The state can be and has often been in the course of history the main source of mischief and disaster.
Sentiment: NEGATIVE
An important part of what the state does is preserving its history.
State formation has been a brutal project, with many hideous consequences. But the results exist, and their pernicious aspects should be overcome.
The state is in danger of falling into disrepute due to the evidence of its inadequate resources.
The positive testimony of history is that the State invariably had its origin in conquest and confiscation. No primitive State known to history originated in any other manner.
Increasingly, the state system has been eroding. Terrorists have exploited this weakness by burrowing into the state system in order to attack it.
I am above the weakness of seeking to establish a sequence of cause and effect, between the disaster and the atrocity.
It is in war that the State really comes into its own: swelling in power, in number, in pride, in absolute dominion over the economy and the society.
States seem to have a natural life cycle, and anything can occur to change them into something else, and that something might be no bad thing.
The danger in our system is that the general government, which represents the interests of the whole, may encroach on the states, which represent the peculiar and local interests, or that the latter may encroach on the former.
Disasters redistribute money from taxpayers to construction workers, from insurance companies to homeowners, and even from those who once lived in the destroyed city to those who replace them. It's remarkable that this redistribution can happen so smoothly and quickly, with devastated regions reinventing themselves in a matter of months.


WORK ORDER
Sift the material for lines containing "paren", and return them.

--------------------------------

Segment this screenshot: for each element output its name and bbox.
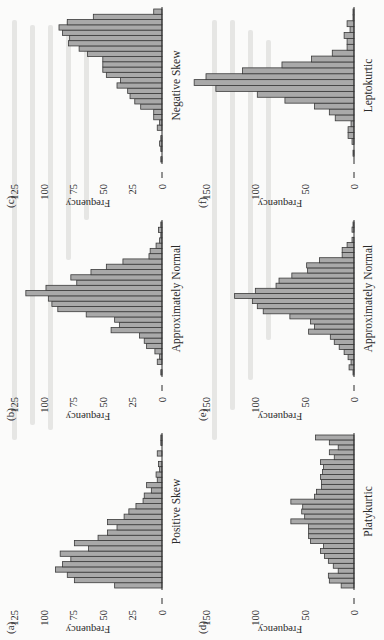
histogram-bar [141, 104, 162, 109]
histogram-bar [158, 227, 162, 232]
histogram-bar [320, 549, 354, 554]
histogram-bar [129, 509, 162, 514]
histogram-bar [308, 268, 354, 273]
histogram-bar [317, 489, 354, 494]
histogram-bar [307, 263, 354, 268]
histogram-bar [115, 583, 162, 588]
y-axis-label: Frequency [65, 411, 110, 422]
histogram-bar [46, 285, 162, 290]
histogram-bar [329, 578, 354, 583]
histogram-bar [309, 329, 354, 334]
histogram-bar [68, 41, 162, 46]
y-tick-label: 125 [9, 610, 20, 626]
histogram-bar [59, 25, 162, 30]
histogram-bar [311, 319, 354, 324]
histogram-bar [89, 546, 162, 551]
y-tick-label: 25 [127, 397, 138, 408]
histogram-bar [70, 35, 162, 40]
bars [55, 435, 162, 588]
histogram-bar [157, 451, 162, 456]
histogram-bar [338, 445, 354, 450]
histogram-bar [67, 20, 162, 25]
histogram-bar [121, 78, 162, 83]
y-tick-label: 75 [68, 397, 79, 408]
y-axis-label: Frequency [65, 624, 110, 635]
y-tick-label: 0 [157, 397, 168, 402]
histogram-bar [119, 322, 162, 327]
histogram-panel-e: (e)050100150FrequencyApproximately Norma… [192, 214, 384, 427]
histogram-bar [285, 97, 354, 103]
histogram-bar [154, 115, 162, 120]
histogram-bar [106, 72, 162, 77]
histogram-bar [60, 551, 162, 556]
histogram-bar [329, 109, 354, 115]
histogram-bar [324, 553, 354, 558]
histogram-bar [334, 455, 354, 460]
histogram-bar [108, 519, 162, 524]
histogram-bar [329, 440, 354, 445]
histogram-bar [350, 27, 354, 33]
histogram-bar [194, 80, 354, 86]
histogram-bar [123, 259, 162, 264]
histogram-bar [290, 314, 354, 319]
y-tick-label: 25 [127, 184, 138, 195]
y-tick-label: 100 [39, 610, 50, 626]
histogram-bar [315, 494, 354, 499]
y-tick-label: 0 [349, 184, 360, 189]
histogram-bar [216, 86, 354, 92]
histogram-bar [74, 541, 162, 546]
y-tick-label: 50 [98, 184, 109, 195]
y-tick-label: 100 [250, 397, 261, 413]
histogram-bar [156, 472, 162, 477]
histogram-bar [347, 242, 354, 247]
y-tick-label: 50 [98, 610, 109, 621]
y-tick-label: 0 [349, 397, 360, 402]
histogram-bar [156, 243, 162, 248]
y-axis-label: Frequency [257, 624, 302, 635]
histogram-bar [243, 68, 354, 74]
histogram-panel-b: (b)0255075100125FrequencyApproximately N… [0, 214, 192, 427]
histogram-bar [140, 333, 163, 338]
histogram-bar [309, 534, 354, 539]
histogram-bar [255, 288, 354, 293]
x-axis-label: Negative Skew [170, 50, 183, 121]
histogram-bar [302, 509, 354, 514]
x-axis-label: Approximately Normal [362, 245, 375, 353]
x-axis-label: Positive Skew [170, 478, 182, 544]
y-tick-label: 75 [68, 610, 79, 621]
histogram-bar [63, 562, 162, 567]
histogram-bar [329, 450, 354, 455]
histogram-bar [79, 46, 162, 51]
histogram-bar [344, 33, 354, 39]
histogram-bar [103, 67, 162, 72]
bars [235, 222, 354, 375]
histogram-bar [348, 127, 354, 133]
y-tick-label: 75 [68, 184, 79, 195]
histogram-bar [319, 258, 354, 263]
histogram-bar [347, 21, 354, 27]
histogram-bar [315, 324, 354, 329]
y-axis-label: Frequency [65, 198, 110, 209]
histogram-bar [63, 30, 162, 35]
histogram-bar [93, 14, 162, 19]
x-axis-label: Leptokurtic [362, 59, 375, 113]
histogram-bar [342, 253, 354, 258]
histogram-panel-a: (a)0255075100125FrequencyPositive Skew [0, 427, 192, 640]
histogram-bar [348, 355, 354, 360]
histogram-bar [292, 273, 354, 278]
histogram-bar [263, 309, 354, 314]
histogram-bar [71, 275, 162, 280]
histogram-bar [151, 488, 162, 493]
histogram-bar [305, 514, 354, 519]
histogram-bar [124, 514, 162, 519]
histogram-bar [144, 493, 162, 498]
histogram-panel-d: (d)050100150FrequencyPlatykurtic [192, 427, 384, 640]
histogram-bar [341, 583, 354, 588]
histogram-bar [348, 133, 354, 139]
histogram-bar [74, 577, 162, 582]
histogram-bar [279, 278, 354, 283]
histogram-bar [98, 535, 162, 540]
y-tick-label: 0 [157, 610, 168, 615]
histogram-bar [321, 484, 354, 489]
histogram-bar [103, 56, 162, 61]
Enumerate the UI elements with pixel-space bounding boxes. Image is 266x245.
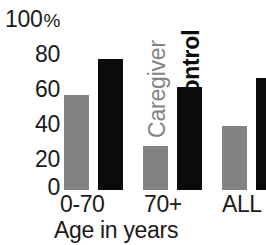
bar-control-0-70 — [98, 59, 123, 190]
bar-caregiver-0-70 — [64, 95, 89, 190]
legend-label-control: Control — [180, 30, 203, 110]
bar-chart: 100% 80 60 40 20 0 Caregiver Control 0-7… — [0, 0, 266, 245]
bar-caregiver-70plus — [143, 146, 168, 190]
bar-caregiver-all — [222, 126, 247, 190]
legend-label-caregiver: Caregiver — [146, 40, 169, 138]
x-axis-tick-0-70: 0-70 — [60, 192, 104, 217]
x-axis-title: Age in years — [0, 217, 232, 243]
x-axis-tick-all: ALL — [222, 192, 262, 217]
bar-control-all — [256, 78, 266, 190]
x-axis-tick-70plus: 70+ — [144, 192, 182, 217]
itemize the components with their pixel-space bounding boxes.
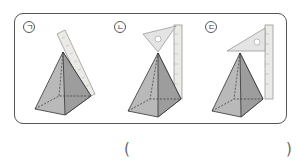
triangle-ruler-icon: [143, 26, 176, 52]
pyramid-ruler-illustration: [106, 14, 196, 122]
answer-close-paren: ): [286, 140, 292, 158]
choice-c[interactable]: ㄷ: [197, 14, 287, 122]
pyramid-icon: [128, 53, 181, 117]
pyramid-icon: [212, 53, 263, 117]
pyramid-icon: [35, 52, 91, 115]
choice-a[interactable]: ㄱ: [15, 14, 105, 122]
answer-blank[interactable]: [152, 140, 272, 158]
pyramid-ruler-illustration: [197, 14, 287, 122]
choices-box: ㄱ ㄴ: [14, 13, 287, 124]
answer-open-paren: (: [124, 140, 130, 158]
pyramid-ruler-illustration: [15, 14, 105, 122]
triangle-ruler-icon: [227, 28, 265, 51]
choice-b[interactable]: ㄴ: [106, 14, 196, 122]
ruler-icon: [265, 25, 273, 99]
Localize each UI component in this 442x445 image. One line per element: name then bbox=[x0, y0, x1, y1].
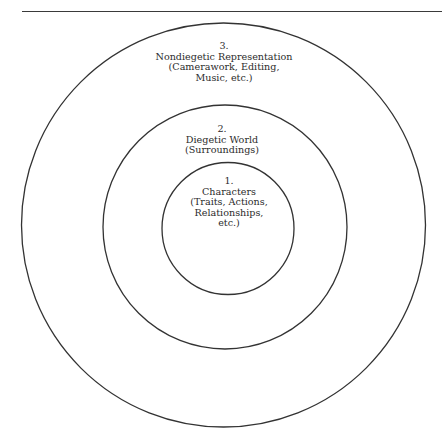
ring-3-number: 3. bbox=[156, 41, 293, 52]
ring-1-detail-1: (Traits, Actions, bbox=[190, 197, 268, 208]
ring-2-detail-1: (Surroundings) bbox=[185, 145, 259, 156]
label-ring-3: 3. Nondiegetic Representation (Camerawor… bbox=[156, 41, 293, 83]
ring-3-detail-1: (Camerawork, Editing, bbox=[156, 62, 293, 73]
ring-1-number: 1. bbox=[190, 176, 268, 187]
label-ring-2: 2. Diegetic World (Surroundings) bbox=[185, 124, 259, 156]
ring-3-detail-2: Music, etc.) bbox=[156, 73, 293, 84]
label-ring-1: 1. Characters (Traits, Actions, Relation… bbox=[190, 176, 268, 229]
ring-2-number: 2. bbox=[185, 124, 259, 135]
ring-1-detail-3: etc.) bbox=[190, 218, 268, 229]
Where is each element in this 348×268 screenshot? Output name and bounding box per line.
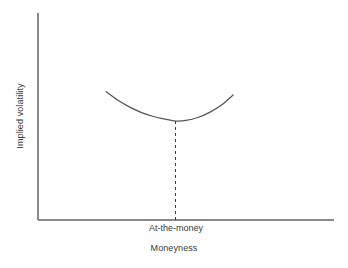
x-axis-title: Moneyness	[0, 244, 348, 253]
at-the-money-tick-label: At-the-money	[0, 224, 348, 233]
implied-volatility-curve	[106, 92, 233, 121]
volatility-smile-chart: At-the-money Moneyness Implied volatilit…	[0, 0, 348, 268]
y-axis-title: Implied volatility	[16, 56, 25, 176]
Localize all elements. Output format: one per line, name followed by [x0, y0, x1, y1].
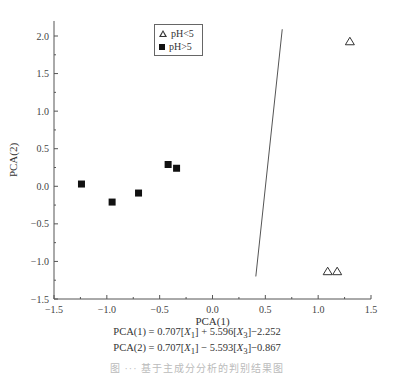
equation-pca2: PCA(2) = 0.707[X1] − 5.593[X3]−0.867: [0, 342, 394, 356]
x-tick-label: −1.0: [98, 304, 116, 315]
x-tick-label: 0.5: [259, 304, 272, 315]
data-point-square: [173, 165, 180, 172]
legend-item-ph-above-5: pH>5: [159, 41, 192, 52]
data-point-square: [109, 199, 116, 206]
eq-text: ]−2.252: [248, 326, 281, 337]
data-point-square: [78, 181, 85, 188]
eq-text: PCA(1) = 0.707[: [113, 326, 184, 337]
x-tick-label: 1.0: [312, 304, 325, 315]
x-tick-label: 1.5: [365, 304, 378, 315]
y-tick-label: 0.0: [37, 181, 50, 192]
legend-item-ph-below-5: pH<5: [159, 28, 194, 39]
equation-pca1: PCA(1) = 0.707[X1] + 5.596[X3]−2.252: [0, 326, 394, 340]
legend: pH<5 pH>5: [154, 24, 203, 56]
y-tick-label: 1.5: [37, 68, 50, 79]
eq-text: ] + 5.596[: [195, 326, 237, 337]
legend-label: pH<5: [171, 28, 194, 39]
data-point-triangle: [323, 267, 332, 275]
plot-area: [78, 29, 354, 276]
y-axis-title: PCA(2): [7, 143, 20, 178]
x-tick-label: −1.5: [45, 304, 63, 315]
y-tick-label: −1.0: [31, 256, 49, 267]
filled-square-icon: [159, 44, 165, 50]
y-tick-label: 2.0: [37, 31, 50, 42]
data-point-triangle: [333, 267, 342, 275]
data-point-triangle: [345, 37, 354, 45]
eq-text: PCA(2) = 0.707[: [113, 342, 184, 353]
legend-label: pH>5: [169, 41, 192, 52]
data-point-square: [165, 161, 172, 168]
y-tick-label: −0.5: [31, 218, 49, 229]
axes: −1.5−1.0−0.50.00.51.01.5−1.5−1.0−0.50.00…: [7, 21, 377, 328]
y-tick-label: 0.5: [37, 143, 50, 154]
figure-caption: 图 ··· 基于主成分分析的判别结果图: [0, 360, 394, 375]
open-triangle-icon: [159, 30, 167, 37]
data-point-square: [135, 190, 142, 197]
x-tick-label: −0.5: [151, 304, 169, 315]
y-tick-label: −1.5: [31, 294, 49, 305]
eq-text: ]−0.867: [248, 342, 281, 353]
x-tick-label: 0.0: [206, 304, 219, 315]
y-tick-label: 1.0: [37, 106, 50, 117]
eq-text: ] − 5.593[: [195, 342, 237, 353]
discriminant-line: [256, 29, 282, 276]
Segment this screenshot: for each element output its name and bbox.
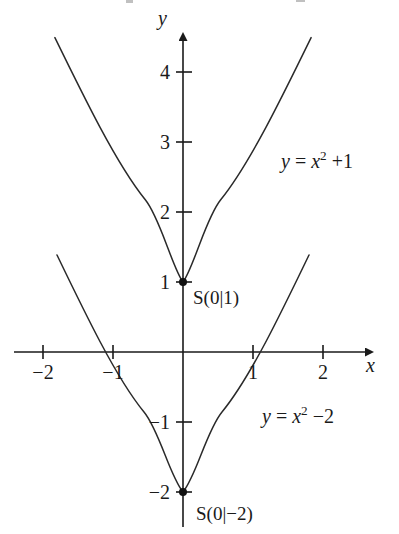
y-tick-label-4: 4 <box>140 62 170 82</box>
parabola-figure: y x 4 3 2 1 −1 −2 −2 −1 1 2 y = x2 +1 y … <box>0 0 399 534</box>
y-tick-label--2: −2 <box>132 482 170 502</box>
y-tick-label-2: 2 <box>140 202 170 222</box>
y-tick-label-3: 3 <box>140 132 170 152</box>
x-axis-name: x <box>366 355 375 375</box>
equation-label-lower: y = x2 −2 <box>262 406 334 426</box>
y-axis-name: y <box>158 8 167 28</box>
y-tick-label--1: −1 <box>132 412 170 432</box>
x-tick-label--1: −1 <box>91 362 135 382</box>
y-tick-label-1: 1 <box>140 272 170 292</box>
x-tick-label--2: −2 <box>21 362 65 382</box>
x-tick-label-2: 2 <box>305 362 341 382</box>
vertex-label-lower: S(0|−2) <box>196 504 253 523</box>
equation-label-upper: y = x2 +1 <box>281 151 353 171</box>
vertex-label-upper: S(0|1) <box>193 288 239 307</box>
x-tick-label-1: 1 <box>235 362 271 382</box>
vertex-point-lower <box>179 488 187 496</box>
plot-canvas <box>0 0 399 534</box>
vertex-point-upper <box>179 278 187 286</box>
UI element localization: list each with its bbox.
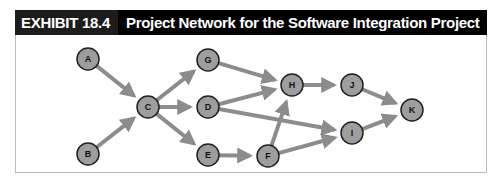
edge-c-e: [157, 114, 194, 144]
edge-f-h: [272, 102, 287, 146]
node-i: I: [341, 122, 363, 144]
node-label: I: [351, 128, 354, 138]
project-network-diagram: ABCGDEHJFIK: [0, 0, 495, 184]
node-j: J: [341, 74, 363, 96]
node-label: J: [349, 80, 354, 90]
node-a: A: [77, 48, 99, 70]
node-k: K: [401, 99, 423, 121]
edge-j-k: [362, 89, 395, 103]
node-h: H: [281, 74, 303, 96]
edge-d-h: [219, 90, 275, 105]
nodes-layer: ABCGDEHJFIK: [77, 48, 423, 167]
edge-b-c: [97, 118, 134, 147]
node-label: E: [205, 150, 211, 160]
node-label: A: [85, 54, 92, 64]
node-d: D: [197, 96, 219, 118]
edge-c-g: [157, 71, 194, 100]
edge-g-h: [219, 63, 275, 80]
node-label: G: [204, 55, 211, 65]
edge-e-f: [219, 155, 250, 156]
edge-f-i: [279, 138, 335, 153]
node-g: G: [197, 49, 219, 71]
node-f: F: [257, 145, 279, 167]
node-label: D: [205, 102, 212, 112]
node-label: K: [409, 105, 416, 115]
edge-i-k: [362, 116, 395, 129]
edge-a-c: [97, 66, 134, 96]
node-label: B: [85, 149, 92, 159]
node-c: C: [137, 96, 159, 118]
node-e: E: [197, 144, 219, 166]
node-label: H: [289, 80, 296, 90]
node-b: B: [77, 143, 99, 165]
node-label: F: [265, 151, 271, 161]
node-label: C: [145, 102, 152, 112]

--------------------------------

WRITTEN REPLY
answer-close-paren: ): [286, 140, 292, 158]
answer-open-paren: (: [124, 140, 130, 158]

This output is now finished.